* [Source data]
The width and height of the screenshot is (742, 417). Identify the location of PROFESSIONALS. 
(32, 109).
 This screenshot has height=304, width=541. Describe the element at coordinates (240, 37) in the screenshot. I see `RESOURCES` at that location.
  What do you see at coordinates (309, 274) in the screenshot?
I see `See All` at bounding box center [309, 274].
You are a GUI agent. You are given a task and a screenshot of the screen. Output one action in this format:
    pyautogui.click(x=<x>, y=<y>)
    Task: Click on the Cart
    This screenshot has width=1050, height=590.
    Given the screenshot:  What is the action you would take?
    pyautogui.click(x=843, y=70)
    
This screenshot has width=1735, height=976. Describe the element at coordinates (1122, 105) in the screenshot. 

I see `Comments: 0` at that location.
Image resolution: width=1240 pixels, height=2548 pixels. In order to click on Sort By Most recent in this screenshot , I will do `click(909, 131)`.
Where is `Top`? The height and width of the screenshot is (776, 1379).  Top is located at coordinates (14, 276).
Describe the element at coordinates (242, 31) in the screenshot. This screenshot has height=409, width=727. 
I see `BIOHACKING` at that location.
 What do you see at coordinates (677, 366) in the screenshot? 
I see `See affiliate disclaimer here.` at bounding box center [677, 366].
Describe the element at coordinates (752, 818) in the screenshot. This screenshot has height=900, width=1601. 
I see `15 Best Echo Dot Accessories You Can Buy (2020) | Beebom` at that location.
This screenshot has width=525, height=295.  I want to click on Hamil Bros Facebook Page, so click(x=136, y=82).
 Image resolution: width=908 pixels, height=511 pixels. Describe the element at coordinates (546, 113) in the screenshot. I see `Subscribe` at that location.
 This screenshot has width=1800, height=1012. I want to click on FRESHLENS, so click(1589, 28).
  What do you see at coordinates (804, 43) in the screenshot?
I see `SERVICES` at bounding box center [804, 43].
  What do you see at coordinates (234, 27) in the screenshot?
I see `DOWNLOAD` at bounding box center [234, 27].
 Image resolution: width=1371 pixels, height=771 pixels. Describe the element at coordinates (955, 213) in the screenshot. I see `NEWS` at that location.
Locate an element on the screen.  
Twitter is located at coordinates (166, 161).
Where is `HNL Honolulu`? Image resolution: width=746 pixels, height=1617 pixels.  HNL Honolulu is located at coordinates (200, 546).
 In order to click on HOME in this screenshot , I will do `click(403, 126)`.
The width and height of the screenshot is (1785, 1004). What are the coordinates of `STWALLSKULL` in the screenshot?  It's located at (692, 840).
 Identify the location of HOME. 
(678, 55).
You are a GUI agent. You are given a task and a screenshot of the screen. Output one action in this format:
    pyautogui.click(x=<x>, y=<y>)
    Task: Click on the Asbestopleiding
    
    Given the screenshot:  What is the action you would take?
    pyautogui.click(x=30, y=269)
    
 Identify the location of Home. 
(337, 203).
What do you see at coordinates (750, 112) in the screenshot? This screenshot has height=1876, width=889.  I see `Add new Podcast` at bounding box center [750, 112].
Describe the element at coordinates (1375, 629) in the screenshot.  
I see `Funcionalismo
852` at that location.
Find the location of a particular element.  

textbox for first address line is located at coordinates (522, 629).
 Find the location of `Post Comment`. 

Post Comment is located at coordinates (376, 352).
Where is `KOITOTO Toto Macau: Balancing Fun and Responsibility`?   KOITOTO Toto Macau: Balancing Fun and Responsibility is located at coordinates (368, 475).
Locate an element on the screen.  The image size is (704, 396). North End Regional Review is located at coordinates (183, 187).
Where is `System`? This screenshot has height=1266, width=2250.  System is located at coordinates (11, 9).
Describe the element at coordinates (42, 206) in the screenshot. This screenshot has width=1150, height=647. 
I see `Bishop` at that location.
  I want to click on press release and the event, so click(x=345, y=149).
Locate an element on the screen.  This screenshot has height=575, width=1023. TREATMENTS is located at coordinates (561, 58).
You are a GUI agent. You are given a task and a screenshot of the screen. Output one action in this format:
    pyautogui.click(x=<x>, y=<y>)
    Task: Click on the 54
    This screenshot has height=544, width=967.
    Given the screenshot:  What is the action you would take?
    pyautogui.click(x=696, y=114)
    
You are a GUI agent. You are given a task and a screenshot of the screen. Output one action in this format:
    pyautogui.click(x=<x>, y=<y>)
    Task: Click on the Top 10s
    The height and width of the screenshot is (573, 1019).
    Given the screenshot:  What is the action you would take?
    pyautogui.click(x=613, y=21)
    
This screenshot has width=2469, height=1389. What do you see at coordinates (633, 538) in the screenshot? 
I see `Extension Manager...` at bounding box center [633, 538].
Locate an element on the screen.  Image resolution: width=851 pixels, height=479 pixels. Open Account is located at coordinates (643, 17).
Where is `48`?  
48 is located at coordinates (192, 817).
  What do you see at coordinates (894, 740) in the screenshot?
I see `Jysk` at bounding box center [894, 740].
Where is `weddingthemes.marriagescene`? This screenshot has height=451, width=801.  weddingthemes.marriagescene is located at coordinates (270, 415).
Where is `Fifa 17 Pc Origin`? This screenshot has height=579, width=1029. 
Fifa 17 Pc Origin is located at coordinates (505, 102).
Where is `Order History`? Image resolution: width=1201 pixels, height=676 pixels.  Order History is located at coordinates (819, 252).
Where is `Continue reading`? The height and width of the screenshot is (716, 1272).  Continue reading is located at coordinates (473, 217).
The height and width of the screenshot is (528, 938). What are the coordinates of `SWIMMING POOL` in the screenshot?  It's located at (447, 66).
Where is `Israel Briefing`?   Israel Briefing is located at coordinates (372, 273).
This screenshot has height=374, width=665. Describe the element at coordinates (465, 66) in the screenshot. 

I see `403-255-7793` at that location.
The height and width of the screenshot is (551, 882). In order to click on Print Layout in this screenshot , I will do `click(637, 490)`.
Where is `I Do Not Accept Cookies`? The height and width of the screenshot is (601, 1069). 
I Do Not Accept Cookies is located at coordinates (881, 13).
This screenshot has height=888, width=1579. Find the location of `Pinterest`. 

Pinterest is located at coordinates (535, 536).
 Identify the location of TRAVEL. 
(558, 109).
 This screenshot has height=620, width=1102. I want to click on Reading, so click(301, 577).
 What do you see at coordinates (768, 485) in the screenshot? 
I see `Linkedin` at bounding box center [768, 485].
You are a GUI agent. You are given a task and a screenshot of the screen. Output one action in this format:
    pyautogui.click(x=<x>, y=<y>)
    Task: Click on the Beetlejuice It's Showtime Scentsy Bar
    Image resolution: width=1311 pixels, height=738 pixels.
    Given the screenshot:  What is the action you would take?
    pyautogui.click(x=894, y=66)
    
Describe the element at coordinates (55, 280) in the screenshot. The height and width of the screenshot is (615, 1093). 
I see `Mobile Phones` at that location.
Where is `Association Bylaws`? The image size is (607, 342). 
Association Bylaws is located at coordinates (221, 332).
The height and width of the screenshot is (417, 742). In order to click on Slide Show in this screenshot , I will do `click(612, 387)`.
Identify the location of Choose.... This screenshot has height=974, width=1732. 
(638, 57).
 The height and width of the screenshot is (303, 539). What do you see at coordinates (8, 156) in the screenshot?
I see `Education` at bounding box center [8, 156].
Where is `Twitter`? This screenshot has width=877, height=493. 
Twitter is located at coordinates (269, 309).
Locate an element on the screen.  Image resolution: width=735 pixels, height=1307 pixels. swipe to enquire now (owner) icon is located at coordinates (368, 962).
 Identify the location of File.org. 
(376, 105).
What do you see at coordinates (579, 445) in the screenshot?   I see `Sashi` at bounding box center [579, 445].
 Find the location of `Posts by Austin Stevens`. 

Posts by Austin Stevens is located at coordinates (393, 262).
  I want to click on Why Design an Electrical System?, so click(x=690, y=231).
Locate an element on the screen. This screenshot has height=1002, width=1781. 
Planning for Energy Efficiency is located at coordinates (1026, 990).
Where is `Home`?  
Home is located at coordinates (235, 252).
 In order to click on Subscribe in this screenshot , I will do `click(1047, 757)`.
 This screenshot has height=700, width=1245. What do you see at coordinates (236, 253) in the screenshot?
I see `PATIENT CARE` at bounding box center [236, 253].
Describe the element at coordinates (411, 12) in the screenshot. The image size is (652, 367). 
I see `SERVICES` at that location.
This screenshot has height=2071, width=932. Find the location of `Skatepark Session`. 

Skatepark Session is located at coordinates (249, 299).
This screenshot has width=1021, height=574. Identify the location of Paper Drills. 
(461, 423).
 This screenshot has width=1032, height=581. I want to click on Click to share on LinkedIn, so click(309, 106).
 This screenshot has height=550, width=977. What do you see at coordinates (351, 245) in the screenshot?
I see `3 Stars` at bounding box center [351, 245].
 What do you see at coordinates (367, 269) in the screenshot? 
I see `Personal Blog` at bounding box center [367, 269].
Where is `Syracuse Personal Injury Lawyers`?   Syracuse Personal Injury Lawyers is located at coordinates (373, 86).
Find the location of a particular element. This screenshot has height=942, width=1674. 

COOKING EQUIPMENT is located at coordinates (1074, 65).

* [Exercise aim] Scan the records above for the lines holding "Identify the location of TRAVEL." and "Task: Click on the Beetlejuice". Transcribe those two and every line between them word for word, and no others.

* [Answer to the exercise]
 Identify the location of TRAVEL. 
(558, 109).
 This screenshot has height=620, width=1102. I want to click on Reading, so click(301, 577).
 What do you see at coordinates (768, 485) in the screenshot? 
I see `Linkedin` at bounding box center [768, 485].
You are a GUI agent. You are given a task and a screenshot of the screen. Output one action in this format:
    pyautogui.click(x=<x>, y=<y>)
    Task: Click on the Beetlejuice It's Showtime Scentsy Bar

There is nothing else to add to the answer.